January 3, 2014 at 12:34 p.m.

A tale of two cabbies on New Year’s Eve, Part 1

Lionel ‘Roadrunner’ Godfrey takes The Sun for a ride on one of his busiest nights of the year — and says driving a taxi is all about strategy
A tale of two cabbies on New Year’s Eve, Part 1
A tale of two cabbies on New Year’s Eve, Part 1

By Danny [email protected] | Comments: 0 | Leave a comment

It is New Year’s Eve and Lionel Godfrey can’t sit still.

For taxi drivers like Lionel, the night is one of the busiest of the year, a kind of last hurrah before the dead of winter, when the tourists are harder to come by.

We are driving down Front Street around 8pm and Lionel is talking about his cabbie strategy: constant movement.

He is not one of those drivers who sit in the cab lines downtown and work on the crossword, chew the fat with other cabbies or listen to talk radio and wait for a potential passenger to approach.

He likes the pace of the job — the constant newness it brings. New people. New routes. New destinations. Idling on Church Street brings none of that. 

Plus, there’s the bottom line: Lionel thinks hustling from job to job  makes him more money. His 2004 Toyota Avanza isn’t the gas-guzzler that some of the other taxi minibuses are, he says.

“I’ll go do a job or two, make some money and come back still see the same guy sitting there. I don’t understand it, but if that’s what he wants to do, that’s fine,” says Godfrey. 

“They call me a roadrunner. I’m always moving.”

He is bidding on jobs that the taxi dispatch is posting on his GPS system.  He picks up a group of Americans and Bermudians in Paget. They are on their way to a company party in Hamilton. He takes a nurse home to Warwick after work. 

He drives a Canadian landscape designer to one of the parties on Pier Six.  We talk about Olympic hockey. Great Britain won a gold in the sport, he tells us, way back in the day. Who knew? 

We pick up a British bar manager and an Irish woman who used to work in a law office here, but now lives back in Ireland. There is talk of Rum Swizzle and cheesy Bon Jovi cover acts. 

The ‘pajama lady’

Lionel keeps the radio on low while driving; he says sometimes he’ll change the station, depending on the clientele. He engages in conversation, but does not seek it out. 

In between jobs, I try and pry some stories from him. In his 11 years as a taxi driver, the 60-year-old Southampton resident has had people run out on his fare exactly four times. They usually say they need to go get money in the house and then disappear, he says. One of them involved a woman in pajama pants.

“I call her the pajama lady,” he says.

No, he’s never had anyone vomit in the cab. No, he’s never kicked anyone out of his cab for being too intoxicated. No, he’s never been robbed.

“It’s a small island. Everyone knows everyone, so you really can’t get away with that stuff.”

He does share a story about another Bermudian cabbie. A trio of men, grabbed the driver by the throat , presumed to have a knife and robbed him of his cash and his cab, says Lionel. 

But then one of the cabbie’s friends recognized his vehicle in another part of town, and gave the cabbie a call. 

The cabbie then rounded up some friends, found the cab and the robbers and beat them up, he says.

“Put it this way: They were happy to see the police.”

That’s the closest we get to a cabbie war story all night.

Lionel is not interested in talking about politics. He doesn’t smoke or drink anymore, he says. 

He likes travelling to England. His wife is studying there. I ask him if he supports an English football team; he says he has seen Stoke City lose on several occasions. 

It’s unclear to me if that means he supports Stoke or just has a thing for brutally direct, dour, rainy football in the West Midlands. I don’t press the matter.

He loves tourists, calls them “our bread and butter”.  He says in the summer, he can make $300 a day driving a cab. In the winter, that number is  reduced by at least half, he says. He says the biggest changes he has witnessed during his life in Bermuda have been the increase in price of everything and the decrease of job opportunities.

Shortly after 9:30pm, there is a lull.  Mostly everyone is already at his or her respective destinations, apparently . There aren’t that many cab rides he can bid on. 

He pulls up to the taxi queue on Church Street. The street is relatively dead.  He waits for about 15 minutes before deciding to call it a night. He’s been on the road since 7 a.m. I suspect he finds the idea of sitting in the queue unsettling. “Happy New Year,” he says before he drives away.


Task directions >> Give back the full listing, character for character, with no pictures.

Exercise input >>
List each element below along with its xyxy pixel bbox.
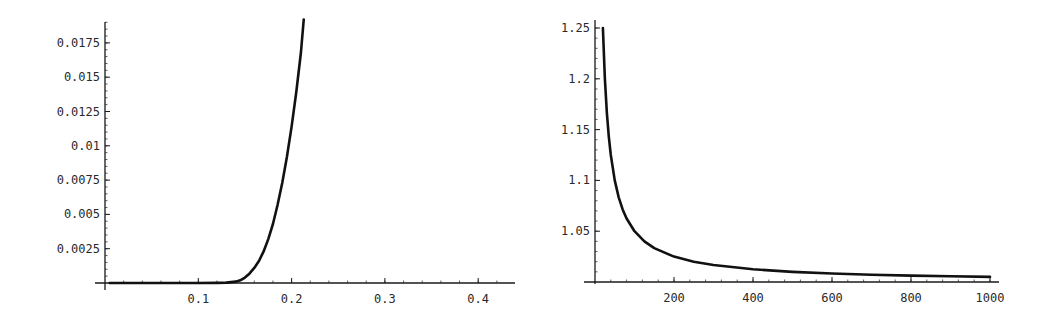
y-tick-label: 1.2 <box>568 72 590 86</box>
x-tick-label: 0.1 <box>187 292 209 306</box>
right-plot: 1.051.11.151.21.252004006008001000 <box>561 20 1004 305</box>
figure: 0.00250.0050.00750.010.01250.0150.01750.… <box>0 0 1037 325</box>
left-plot: 0.00250.0050.00750.010.01250.0150.01750.… <box>57 20 515 306</box>
y-tick-label: 1.15 <box>561 123 590 137</box>
x-tick-label: 400 <box>742 291 764 305</box>
x-tick-label: 1000 <box>976 291 1005 305</box>
y-tick-label: 0.0125 <box>57 105 100 119</box>
x-tick-label: 0.2 <box>281 292 303 306</box>
x-tick-label: 0.4 <box>467 292 489 306</box>
y-tick-label: 0.015 <box>64 70 100 84</box>
y-tick-label: 1.05 <box>561 224 590 238</box>
x-tick-label: 200 <box>663 291 685 305</box>
y-tick-label: 1.25 <box>561 21 590 35</box>
y-tick-label: 0.01 <box>71 139 100 153</box>
y-tick-label: 0.0175 <box>57 36 100 50</box>
y-tick-label: 1.1 <box>568 173 590 187</box>
y-tick-label: 0.0075 <box>57 173 100 187</box>
x-tick-label: 600 <box>821 291 843 305</box>
x-tick-label: 0.3 <box>374 292 396 306</box>
y-tick-label: 0.005 <box>64 207 100 221</box>
y-tick-label: 0.0025 <box>57 242 100 256</box>
series-line <box>110 20 304 283</box>
x-tick-label: 800 <box>900 291 922 305</box>
series-line <box>603 28 990 277</box>
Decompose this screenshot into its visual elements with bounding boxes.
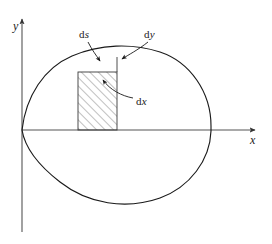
- dy-label: dy: [144, 29, 155, 40]
- ds-leader-line: [88, 42, 100, 61]
- y-axis-label: y: [13, 20, 18, 32]
- x-axis-label: x: [250, 134, 255, 146]
- figure-container: y x ds dy dx: [0, 0, 272, 244]
- ds-label: ds: [79, 29, 89, 40]
- ds-label-var: s: [85, 28, 89, 40]
- differential-strip-fill: [78, 72, 117, 130]
- dy-label-var: y: [150, 28, 155, 40]
- dx-label-var: x: [142, 95, 147, 107]
- dx-label: dx: [136, 96, 147, 107]
- dy-leader-line: [122, 42, 148, 59]
- figure-canvas: [0, 0, 272, 244]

Task result >>
List each element below along with its xyxy pixel bbox.
y-tick-label: 1.2 <box>568 72 590 86</box>
x-tick-label: 0.1 <box>187 292 209 306</box>
right-plot: 1.051.11.151.21.252004006008001000 <box>561 20 1004 305</box>
figure: 0.00250.0050.00750.010.01250.0150.01750.… <box>0 0 1037 325</box>
left-plot: 0.00250.0050.00750.010.01250.0150.01750.… <box>57 20 515 306</box>
y-tick-label: 1.15 <box>561 123 590 137</box>
x-tick-label: 400 <box>742 291 764 305</box>
x-tick-label: 1000 <box>976 291 1005 305</box>
y-tick-label: 0.0125 <box>57 105 100 119</box>
x-tick-label: 0.2 <box>281 292 303 306</box>
x-tick-label: 0.4 <box>467 292 489 306</box>
y-tick-label: 0.015 <box>64 70 100 84</box>
y-tick-label: 1.05 <box>561 224 590 238</box>
x-tick-label: 200 <box>663 291 685 305</box>
y-tick-label: 1.25 <box>561 21 590 35</box>
y-tick-label: 0.01 <box>71 139 100 153</box>
y-tick-label: 0.0175 <box>57 36 100 50</box>
y-tick-label: 1.1 <box>568 173 590 187</box>
y-tick-label: 0.0075 <box>57 173 100 187</box>
x-tick-label: 600 <box>821 291 843 305</box>
x-tick-label: 0.3 <box>374 292 396 306</box>
y-tick-label: 0.005 <box>64 207 100 221</box>
y-tick-label: 0.0025 <box>57 242 100 256</box>
series-line <box>110 20 304 283</box>
x-tick-label: 800 <box>900 291 922 305</box>
series-line <box>603 28 990 277</box>
Decompose this screenshot into its visual elements with bounding boxes.
- dy-label: dy: [144, 29, 155, 40]
- ds-leader-line: [88, 42, 100, 61]
- y-axis-label: y: [13, 20, 18, 32]
- x-axis-label: x: [250, 134, 255, 146]
- figure-container: y x ds dy dx: [0, 0, 272, 244]
- ds-label: ds: [79, 29, 89, 40]
- ds-label-var: s: [85, 28, 89, 40]
- differential-strip-fill: [78, 72, 117, 130]
- dy-label-var: y: [150, 28, 155, 40]
- dx-label-var: x: [142, 95, 147, 107]
- dx-label: dx: [136, 96, 147, 107]
- dy-leader-line: [122, 42, 148, 59]
- figure-canvas: [0, 0, 272, 244]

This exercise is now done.